/ 4 April 1997

Unprecedented rush byRussians to pay

taxes

James Meek in Moscow

CONFUSION and chaos reigned across 11 time zones last week as hordes of Russians fought bureaucratic obstacles in a final attempt to throw off their reputation as a nation of tax-dodgers and settle their accounts with the revenue.

In a country where people commonly accuse the government of stealing their savings by hyperinflation and pyramid schemes, and not paying their salaries, it was a strange sight.

Tax officials, stunned by the queues of people volunteering to beat the April 1 deadline for filing tax returns, struggled to cope with the influx.

Among the model taxpayers cited by the authorities were the former Soviet first couple Mikhail and Raisa Gorbachev. Their representatives handed in returns worth 1- billion roubles ($172800).

The rush to tax offices was only partly due to good citizenship.

The government, desperate for income to pay its debts, has announced draconian penalties for tax evasion, including up to three years in prison.

A series of adverts has underlined the message, alternating pleas for help (pictures of suffering invalids) with threats (“The tax police have guns, and know how to use them”).

At tax office number 3 in central Moscow, where the corridors are crowded with tense “biznesmeni”, sceptical accountants and baffled middle-aged workers, staff said the number of conscientious taxpayers had gone up by half since last year.

All are rouble millionaires: the income tax threshold in Russia is 12-million roubles ($2080) a year.

“I don’t know if it’ll help anyone, but it just seemed like the right thing to do,” said Galina, an engineer waiting to hand in her tax form.

“Everyone was afraid of being fined,” muttered a woman sitting next to her.

“No, it wasn’t fear,” said Galina. “We talked about it at work and we decided it’d be a kind of investment – for the teachers, the kindergartens, the schools.

“Of course we’re afraid they might spend it on the wrong things, but you have to do something.”

Vsevolod Nikolsky, an accountant, sat glumly in the corridor with a fat file of income declarations from the building company where he works.

He complained about the burden: 10 different taxes (including 35% income and profit tax, 40% payroll tax, and 20% VAT) and contributions to four social funds for each worker.

“You know, the Russian tax system is very stupid,” he said.

“There’s the white market and there’s the black market. Those firms who play in the black market don’t pay the government anything because the mafia controls everything. And the firms who do pay suffer from this fantastic weight of taxes.”

Asked why his company was not in the black market, Nikolsky grew uncertain, as if fearing a trap.

“We’re honest people. I don’t know. I’m not the boss.” He thought for a moment, and grew bolder. “We’re an ordinary building company. We don’t do anything illegal. So why should we hide our profits?”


→ **WORK TASK**
Repeat the records word for word.

→ **Excerpts from a dataset**

Segment Open

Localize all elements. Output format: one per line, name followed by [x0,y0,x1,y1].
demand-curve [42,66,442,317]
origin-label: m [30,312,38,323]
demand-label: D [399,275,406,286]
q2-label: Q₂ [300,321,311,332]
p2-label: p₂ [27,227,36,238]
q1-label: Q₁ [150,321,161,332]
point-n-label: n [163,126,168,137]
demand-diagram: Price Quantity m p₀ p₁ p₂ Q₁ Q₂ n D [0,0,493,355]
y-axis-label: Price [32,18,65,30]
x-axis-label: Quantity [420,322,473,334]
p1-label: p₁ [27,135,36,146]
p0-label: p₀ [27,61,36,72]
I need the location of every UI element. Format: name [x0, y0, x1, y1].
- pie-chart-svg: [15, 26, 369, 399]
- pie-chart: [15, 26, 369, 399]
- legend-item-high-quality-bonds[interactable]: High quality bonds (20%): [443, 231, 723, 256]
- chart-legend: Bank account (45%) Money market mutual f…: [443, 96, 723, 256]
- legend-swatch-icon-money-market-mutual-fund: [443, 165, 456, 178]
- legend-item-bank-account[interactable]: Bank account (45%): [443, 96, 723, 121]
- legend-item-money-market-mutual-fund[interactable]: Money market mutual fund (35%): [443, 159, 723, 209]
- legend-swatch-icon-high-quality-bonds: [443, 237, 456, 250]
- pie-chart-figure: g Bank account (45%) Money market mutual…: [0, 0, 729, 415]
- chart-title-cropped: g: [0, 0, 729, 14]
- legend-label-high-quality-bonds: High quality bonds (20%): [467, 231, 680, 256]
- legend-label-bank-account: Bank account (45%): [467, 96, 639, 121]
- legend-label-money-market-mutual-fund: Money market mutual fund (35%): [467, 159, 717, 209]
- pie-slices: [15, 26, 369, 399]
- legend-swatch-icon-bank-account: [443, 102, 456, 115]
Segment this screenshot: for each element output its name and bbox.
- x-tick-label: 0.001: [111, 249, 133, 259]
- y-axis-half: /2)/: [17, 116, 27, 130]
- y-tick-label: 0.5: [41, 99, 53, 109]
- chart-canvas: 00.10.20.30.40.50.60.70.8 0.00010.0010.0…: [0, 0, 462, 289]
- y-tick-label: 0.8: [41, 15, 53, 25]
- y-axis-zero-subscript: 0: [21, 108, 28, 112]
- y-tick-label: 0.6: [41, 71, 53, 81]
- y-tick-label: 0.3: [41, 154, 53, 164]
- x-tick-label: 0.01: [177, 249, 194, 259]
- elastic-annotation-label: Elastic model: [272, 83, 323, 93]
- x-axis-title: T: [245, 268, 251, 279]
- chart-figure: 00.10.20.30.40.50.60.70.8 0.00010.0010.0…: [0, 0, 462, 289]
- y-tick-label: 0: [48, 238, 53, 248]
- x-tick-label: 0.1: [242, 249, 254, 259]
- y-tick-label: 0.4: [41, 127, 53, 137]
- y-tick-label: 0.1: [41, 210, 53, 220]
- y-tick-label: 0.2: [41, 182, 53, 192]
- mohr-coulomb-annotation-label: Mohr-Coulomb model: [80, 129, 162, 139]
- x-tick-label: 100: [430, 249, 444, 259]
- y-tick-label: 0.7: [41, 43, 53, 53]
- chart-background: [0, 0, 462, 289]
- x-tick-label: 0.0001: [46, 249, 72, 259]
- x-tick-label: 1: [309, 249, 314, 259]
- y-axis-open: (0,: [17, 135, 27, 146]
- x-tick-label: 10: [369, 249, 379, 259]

Segment Closed

→ **PROBLEM SOLUTION**
Localize all elements. Output format: one per line, name followed by [x0,y0,x1,y1].
demand-curve [42,66,442,317]
origin-label: m [30,312,38,323]
demand-label: D [399,275,406,286]
q2-label: Q₂ [300,321,311,332]
p2-label: p₂ [27,227,36,238]
q1-label: Q₁ [150,321,161,332]
point-n-label: n [163,126,168,137]
demand-diagram: Price Quantity m p₀ p₁ p₂ Q₁ Q₂ n D [0,0,493,355]
y-axis-label: Price [32,18,65,30]
x-axis-label: Quantity [420,322,473,334]
p1-label: p₁ [27,135,36,146]
p0-label: p₀ [27,61,36,72]
I need the location of every UI element. Format: name [x0, y0, x1, y1].
- pie-chart-svg: [15, 26, 369, 399]
- pie-chart: [15, 26, 369, 399]
- legend-item-high-quality-bonds[interactable]: High quality bonds (20%): [443, 231, 723, 256]
- chart-legend: Bank account (45%) Money market mutual f…: [443, 96, 723, 256]
- legend-swatch-icon-money-market-mutual-fund: [443, 165, 456, 178]
- legend-item-bank-account[interactable]: Bank account (45%): [443, 96, 723, 121]
- legend-item-money-market-mutual-fund[interactable]: Money market mutual fund (35%): [443, 159, 723, 209]
- legend-swatch-icon-high-quality-bonds: [443, 237, 456, 250]
- pie-chart-figure: g Bank account (45%) Money market mutual…: [0, 0, 729, 415]
- chart-title-cropped: g: [0, 0, 729, 14]
- legend-label-high-quality-bonds: High quality bonds (20%): [467, 231, 680, 256]
- legend-label-bank-account: Bank account (45%): [467, 96, 639, 121]
- legend-label-money-market-mutual-fund: Money market mutual fund (35%): [467, 159, 717, 209]
- pie-slices: [15, 26, 369, 399]
- legend-swatch-icon-bank-account: [443, 102, 456, 115]
Segment this screenshot: for each element output its name and bbox.
- x-tick-label: 0.001: [111, 249, 133, 259]
- y-axis-half: /2)/: [17, 116, 27, 130]
- y-tick-label: 0.5: [41, 99, 53, 109]
- chart-canvas: 00.10.20.30.40.50.60.70.8 0.00010.0010.0…: [0, 0, 462, 289]
- y-tick-label: 0.8: [41, 15, 53, 25]
- y-axis-zero-subscript: 0: [21, 108, 28, 112]
- y-tick-label: 0.6: [41, 71, 53, 81]
- y-tick-label: 0.3: [41, 154, 53, 164]
- x-tick-label: 0.01: [177, 249, 194, 259]
- elastic-annotation-label: Elastic model: [272, 83, 323, 93]
- x-axis-title: T: [245, 268, 251, 279]
- chart-figure: 00.10.20.30.40.50.60.70.8 0.00010.0010.0…: [0, 0, 462, 289]
- y-tick-label: 0: [48, 238, 53, 248]
- x-tick-label: 0.1: [242, 249, 254, 259]
- y-tick-label: 0.4: [41, 127, 53, 137]
- y-tick-label: 0.1: [41, 210, 53, 220]
- y-tick-label: 0.2: [41, 182, 53, 192]
- mohr-coulomb-annotation-label: Mohr-Coulomb model: [80, 129, 162, 139]
- x-tick-label: 100: [430, 249, 444, 259]
- y-tick-label: 0.7: [41, 43, 53, 53]
- chart-background: [0, 0, 462, 289]
- x-tick-label: 0.0001: [46, 249, 72, 259]
- x-tick-label: 1: [309, 249, 314, 259]
- y-axis-open: (0,: [17, 135, 27, 146]
- x-tick-label: 10: [369, 249, 379, 259]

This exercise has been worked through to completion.